An addition was added onto Lacawac Sanctuary's founders' home, which features a great hall and a wet lab for students of all ages, and overlooking Heron Pond.
Kat Bolus
/
WVIA News
An addition was added onto Lacawac Sanctuary's founders' home, which features a great hall and a wet lab for students of all ages, and overlooks Heron Pond.

An historic property in the Poconos now has more access for students of all ages to study the environment.

"As the wall states, you, our donors and friends, are the flames that will be responsible for igniting education in somebody's hearts," said Craig Lukatch, president of Lacawac Sanctuary.
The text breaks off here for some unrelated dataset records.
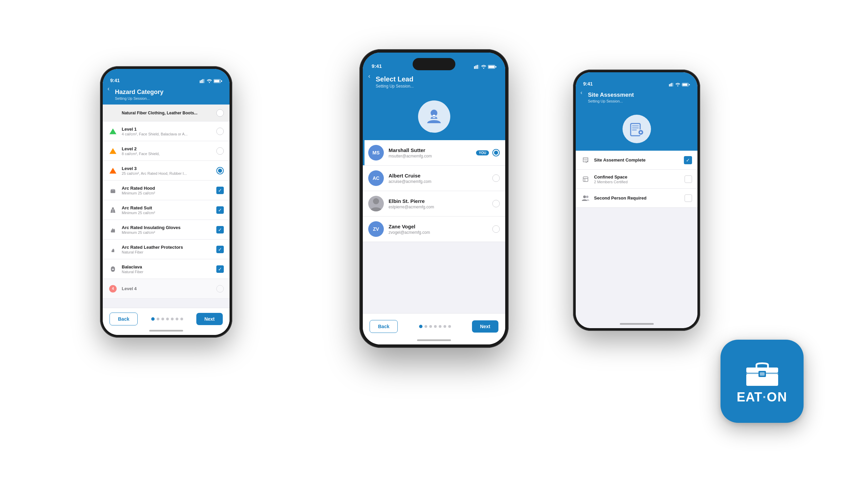 The height and width of the screenshot is (489, 868). Describe the element at coordinates (376, 153) in the screenshot. I see `marshall-avatar: MS` at that location.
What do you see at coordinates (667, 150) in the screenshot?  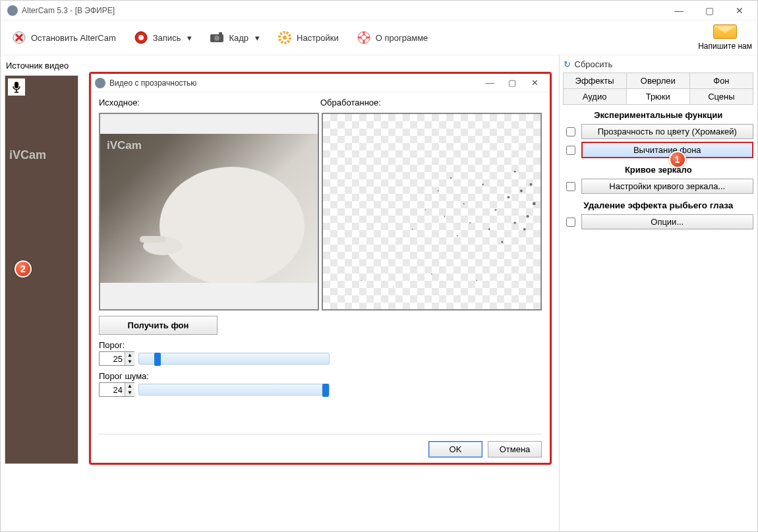 I see `bg-subtract-button: Вычитание фона` at bounding box center [667, 150].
The sanctuary in Wayne County, on the shore of Lake Wallenpaupack, held a ribbon cutting Tuesday to celebrate its new William E. Chatlos Environmental Education Center. Lacawac is also an ecological field research station and nature preserve.

Lukatch stood in the center’s new great hall, beneath a cathedral ceiling. Doors open wide to a new porch which overlooks Heron Pond.

The home of the sanctuary’s founder, Arthur Watres, was renovated and an addition built to create the center.

A combination of local and state funds were used. The center’s namesake, Bill Chatlos, and Milton Roegner run a charitable foundation in Wayne County and made a donation. They both attended the event.

"People say 'you must be proud of these achievements,' and I say 'no Bill and I are thankful'," said Roegner, "we're thankful to have the opportunity to be able to help as much as we can.”

The front building was Arthur Watres’ home. It was built in the 1950s and acquired by the sanctuary in 2017. The newly constructed great hall is for field trips, summer camps, retreats, educational workshops and meetings; beneath it is a wet lab with microscopes and workstations for students of all ages.

"It's a beautiful space for them to use," said Lukatch.

Arthur Watres founded the sanctuary in the 1960s to preserve the land. His grandfather, Colonel Louis A. Watres, a Scranton businessman and former Lt. Governor, acquired the property in the early 1900s to construct a dam as part of a power project. Before that, it was owned by William Connell, another Scranton businessman, who built a summer estate there.

Arthur Watres helped identify Lacawac Lake as the southernmost, unpolluted glacial lake in the United States. The First Peoples gave the lake its name. It's still studied today.

The sanctuary has historic buildings and hiking trails. They also recently acquired two other properties in Wayne County.

For more details, visit https://www.lacawac.org/.

Kat Bolus is the community reporter for the WVIA News Team. She is a former reporter and columnist at The Times-Tribune, a Scrantonian and cat mom.